EXECUTIVE SUMMARY

In a new report we propose turning the Child Tax Credit (CTC) into a true Universal Child Benefit. This will require making the CTC fully refundable and a periodic, monthly payment. By taking the form of cash, a Universal Child Benefit has the flexibility to meet the multifaceted and idiosyncratic needs of American families. This would be a huge improvement over the current CTC which, due to its phase-in rate and minimum income eligibility requirement, fails to reach families with the greatest need.

Our proposed annual benefit of $2000 per child under the age of 18, phased-out for high income households, would not require any new taxes. At an estimated net cost of $97 billion, the benefit could be paid for several times over by consolidating some existing child programs and streamlining the complex and fragmented bureaucracy that administers them.

We also consider a more modest Universal Child Benefit based on making the expansions to the CTC recently proposed by Hillary Clinton fully refundable. A fully refundable CTC of $2000 for children ages 0 to 4, and $1000 for children ages 5 to 17, would cost $59 billion more than the status quo, or $37 billion more than Clinton’s proposal. Under both proposals, adjusting the phase-out threshold will eliminate the marriage penalty at potentially no extra cost.

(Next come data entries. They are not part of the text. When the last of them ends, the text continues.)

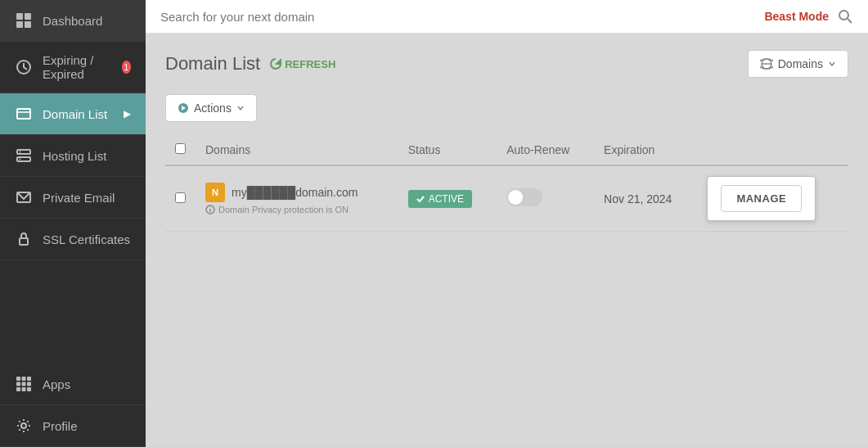 The width and height of the screenshot is (868, 447). What do you see at coordinates (24, 426) in the screenshot?
I see `gear-icon` at bounding box center [24, 426].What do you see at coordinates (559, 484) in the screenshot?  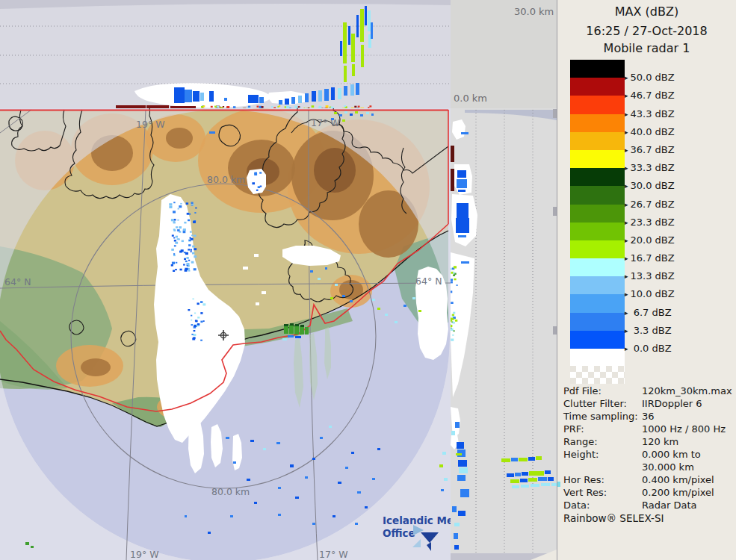 I see `edge-tick-mark` at bounding box center [559, 484].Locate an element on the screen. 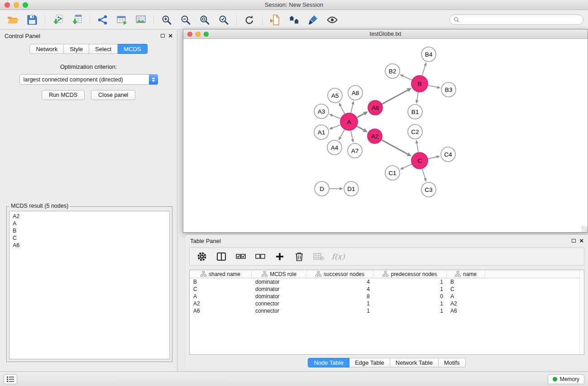 The image size is (588, 386). show-columns-button is located at coordinates (221, 257).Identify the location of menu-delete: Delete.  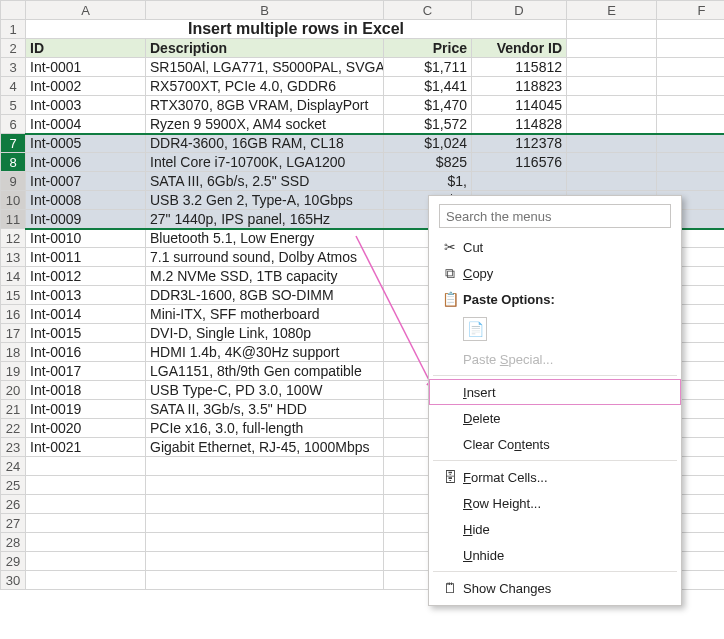
(555, 418).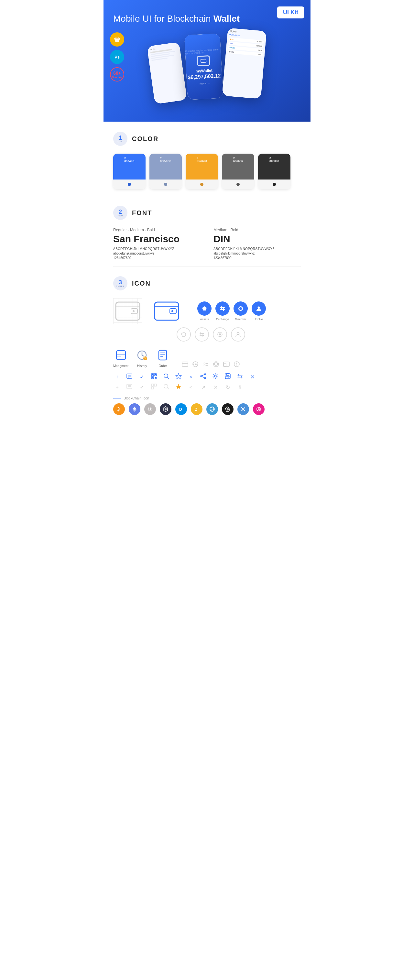 The width and height of the screenshot is (414, 980). I want to click on check-icon: ✓, so click(142, 377).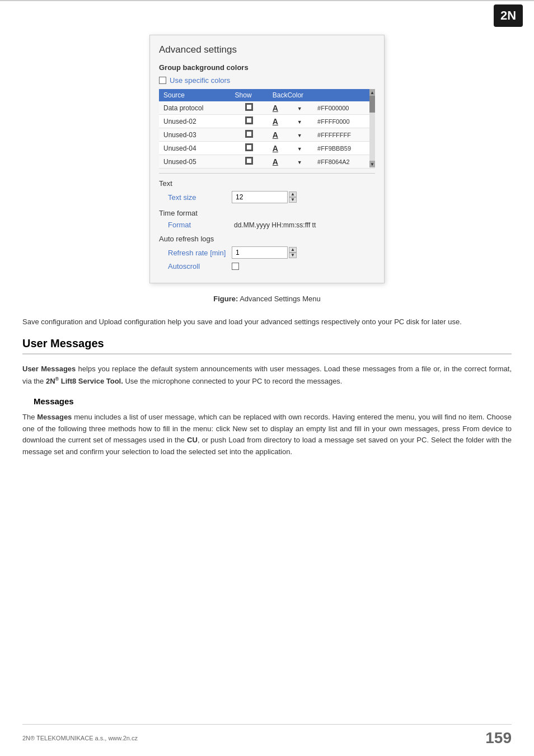 The image size is (534, 756). Describe the element at coordinates (195, 95) in the screenshot. I see `col-source-header: Source` at that location.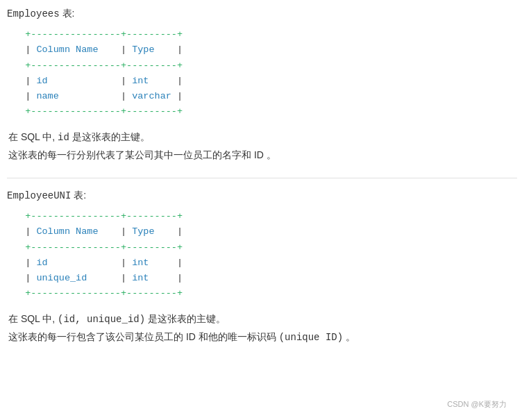 Image resolution: width=531 pixels, height=420 pixels. I want to click on employees-row-id: | id | int |, so click(99, 81).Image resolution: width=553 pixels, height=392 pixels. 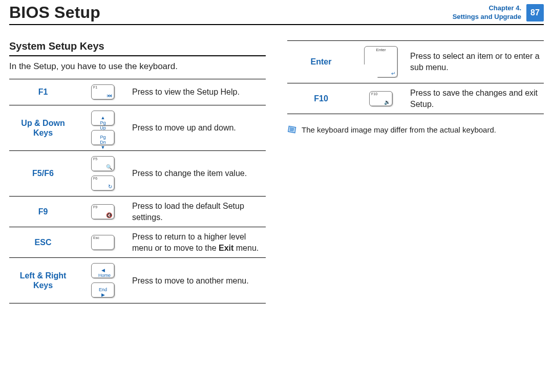 I want to click on table-row: F1 F1⏮ Press to view the Setup Help., so click(x=137, y=92).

Finally, we argue that program consolidation has benefits that go well beyond the question of how best to pay for improved support to children and families. A simpler system of child benefits would:

Eliminate perverse incentives created by overlapping or duplicative programs;
Treat stay-at-home parents and those who require external child services with neutrality;
Increase fairness and equity by allowing the CTC to reach many low-income households for the first time;
Reduce rent-seeking by third parties and other co-beneficiaries of programs delivered in-kind.

Read the report in its entirety here.